Community Board 2 approves park, plaza and street safety measures; grants multiple license recommendations
Loading...
Summary
Manhattan Community Board 2 on Wednesday passed a slate of unanimous resolutions supporting Washington Square Park dog‑run renovations, the creation of Hudson Square Plaza, a West 3rd/Bleecker safety redesign, expansion of school slow zones under 'Sammy's Law,' and transmitted numerous license renewal recommendations to city and state agencies.
Manhattan Community Board 2 approved a batch of resolutions and license recommendations at its March 2026 full‑board meeting, advancing park improvements, a new plaza and street‑safety measures while approving routine licensing recommendations.
The board unanimously approved a Parks & Waterfront resolution to renovate both Washington Square Park dog runs with synthetic turf that excludes rubber pellets, citing maintenance and safety considerations. The board also backed the creation of Hudson Square Plaza by demapping a short block of Little 6th Avenue between Spring and Broome streets, conditioned on limited commercial programming, farmer‑market preference for food vendors, school engagement, rigorous trash and rat mitigation, and design features to preserve safety and overnight visibility.
Traffic & Transportation presented three resolutions that the board adopted in omnibus: a street‑space redesign for West 3rd and Bleecker Streets (reconfiguring sidewalk extensions, relocating and widening the bike lane, and adjusting parking/delivery space), a request that the city apply 'Sammy's Law' slow‑zone standards (20 mph broadly; 15 mph for school streets) across the district and the congestion pricing zone, and a call for Lyft/Citi Bike to meet contractual obligations and provide a minimum two‑week membership credit to riders after systemwide winter failures.
The Land Use committee sent comments to the Department of City Planning on the affordable housing 'fast track' methodology, urging an appeals process for calculation errors, inclusion of off‑site affordable units in datasets, and transparency on developer contributions.
Several licensing committees moved omnibus actions: Cannabis Licensing recommended two adult‑use dispensary renewals to the Office of Cannabis Management; SLA 1 and SLA 2 advanced multiple approvals and denials with stipulations for on‑ and off‑premise liquor license changes and sidewalk/roadway seating; Street Activities & Resiliency approved or denied a set of event applications, flagging a recurring pedestrian‑path concern at a named location.
The board conducted an uncontested election of officers (reported by the district manager) and adopted corrected minutes for February. Where votes were recorded as unanimous, that is noted in committee reports; several items were taken in omnibus votes at the full board and recorded as passing. The full text of the committee resolutions will be available in the board packet.
What happens next: committee chairs will transmit the board’s recommendations to the responsible city or state agencies and follow up on conditions specified in several resolutions (e.g., programming limits for Hudson Square Plaza, design clarifications from Landmarks).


Exercise details: The reply should contain every entry exactly as given, with no pictures in it.

Page and application data records:
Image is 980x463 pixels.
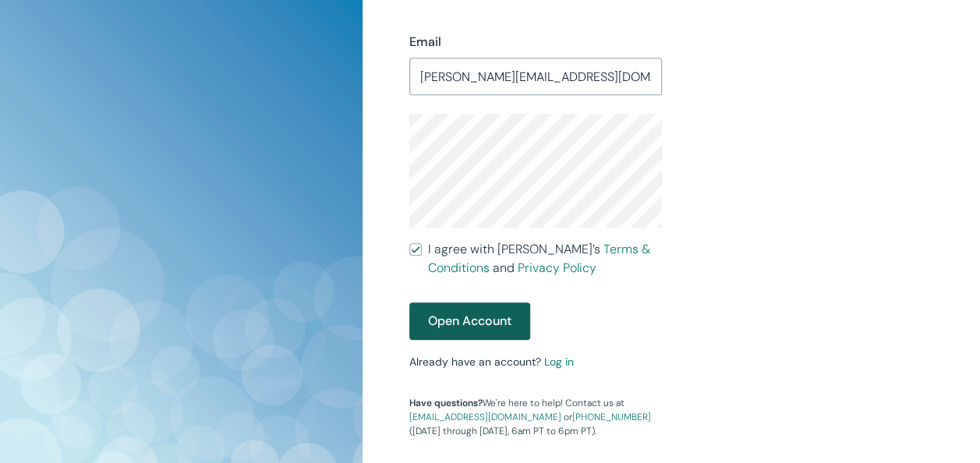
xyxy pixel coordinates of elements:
[409,397,482,409] strong: Have questions?
[409,33,442,52] label: Email
[518,260,596,276] a: Privacy Policy
[428,240,661,278] span: I agree with [PERSON_NAME]’s and
[409,396,661,438] p: We're here to help! Contact us at or ([DATE] through [DATE], 6am PT to 6pm PT).
[544,354,574,369] a: Log in
[409,302,530,340] button: Open Account
[409,411,561,423] a: [EMAIL_ADDRESS][DOMAIN_NAME]
[409,354,574,369] small: Already have an account?
[572,411,651,423] a: [PHONE_NUMBER]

Your response:
Image is 980x463 pixels.
xyxy pixel coordinates of elements:
[409,397,482,409] strong: Have questions?
[409,33,442,52] label: Email
[518,260,596,276] a: Privacy Policy
[428,240,661,278] span: I agree with [PERSON_NAME]’s and
[409,396,661,438] p: We're here to help! Contact us at or ([DATE] through [DATE], 6am PT to 6pm PT).
[544,354,574,369] a: Log in
[409,302,530,340] button: Open Account
[409,411,561,423] a: [EMAIL_ADDRESS][DOMAIN_NAME]
[409,354,574,369] small: Already have an account?
[572,411,651,423] a: [PHONE_NUMBER]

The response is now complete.